Thune railed against Democrats after the vote. “The Democrat Party is the party that will not take yes for an answer,” he said.
Both sides getting blamed: A new poll from the Associated Press-NORC Center for Public Affairs Research finds that both sides are getting blamed. Nearly 60% of Americans say Trump and Republicans in Congress bear “a great deal” or “quite a bit” of responsibility for the shutdown, while 54% say the same about Democrats in Congress. More than 75% say each deserves at least a moderate amount of blame for the impasse.
Most of those surveyed, 54%, say the shutdown is a major problem, though that number is only 37% among Republicans, compared with 69% for Democrats.
The AP-NORC poll of 1,289 adults was conducted from October 9 to 13 and has an overall margin of sampling error of plus or minus 3.8 percentage points.
What’s next: The shutdown will continue into next week, with no sign of progress toward a deal to end it.
The two sides remain dug in — and each sees signs it’s winning. The White House is reportedly confident and telling congressional Republicans to keep up the fight, citing sliding poll numbers for Democrats. “Democrats are taking on water,” a senior administration official told Axios. “And we have a higher pain tolerance.”
Axios’s Marc Caputo reports that internal White House polling shows that 44% of voters blame the shutdown on Trump and congressional Republicans compared to 38% who blame Democrats. “But public opinion has shifted a net of seven percentage points against Democrats,” Caputo writes. “Two weeks ago, Democrats had a 13-point advantage on who was to blame. Now that lead has been cut by more than half.”
Congressional Democrats’ net favorability rating has also slipped in the polling, Caputo notes. But Democrats say that polls show the public understands and agrees with their demand that enhanced Affordable Care Act subsidies should be extended, and they insist Republicans will feel increasing pressure to negotiate as notices of soaring insurance premiums start to arrive.

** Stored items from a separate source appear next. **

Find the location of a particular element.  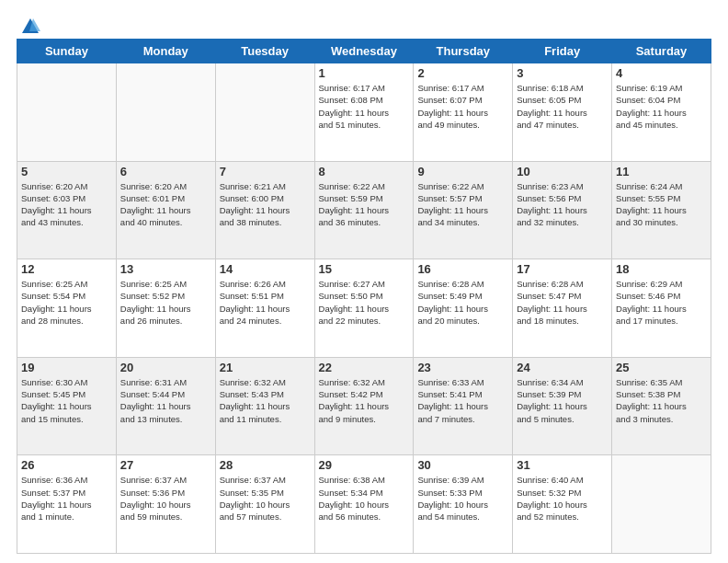

day-number: 10 is located at coordinates (563, 171).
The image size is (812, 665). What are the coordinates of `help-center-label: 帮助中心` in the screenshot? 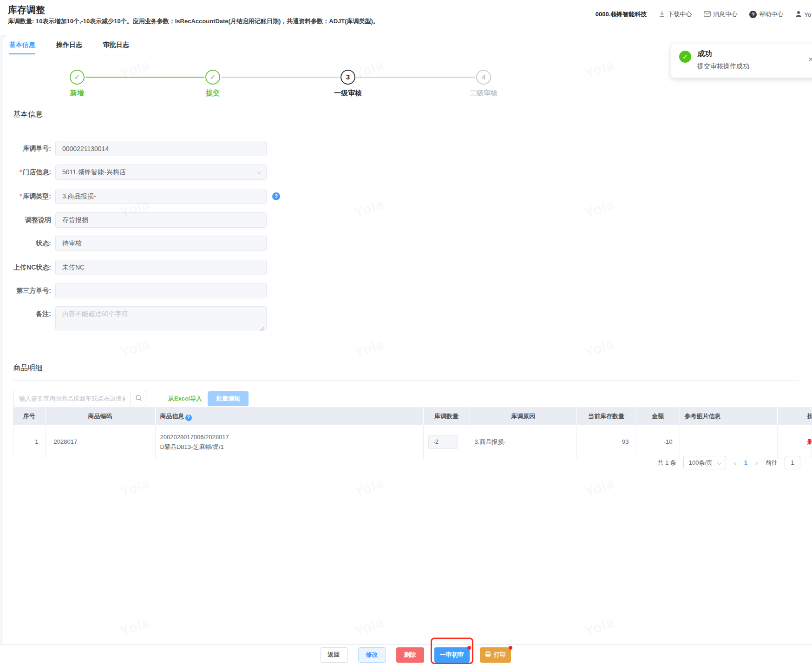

That all adds up to the potential for a lengthy shutdown. “I think this will be the longest shutdown in the history of ever. And I don't say that happily. I don’t say that proudly. I'm just saying that realistically,” Republican Sen. John Kennedy of Louisiana told CNN on Wednesday. Asked if he sees the shutdown stretching past Thanksgiving, Kennedy said he does: “I just don't see what's going to get us out of it.”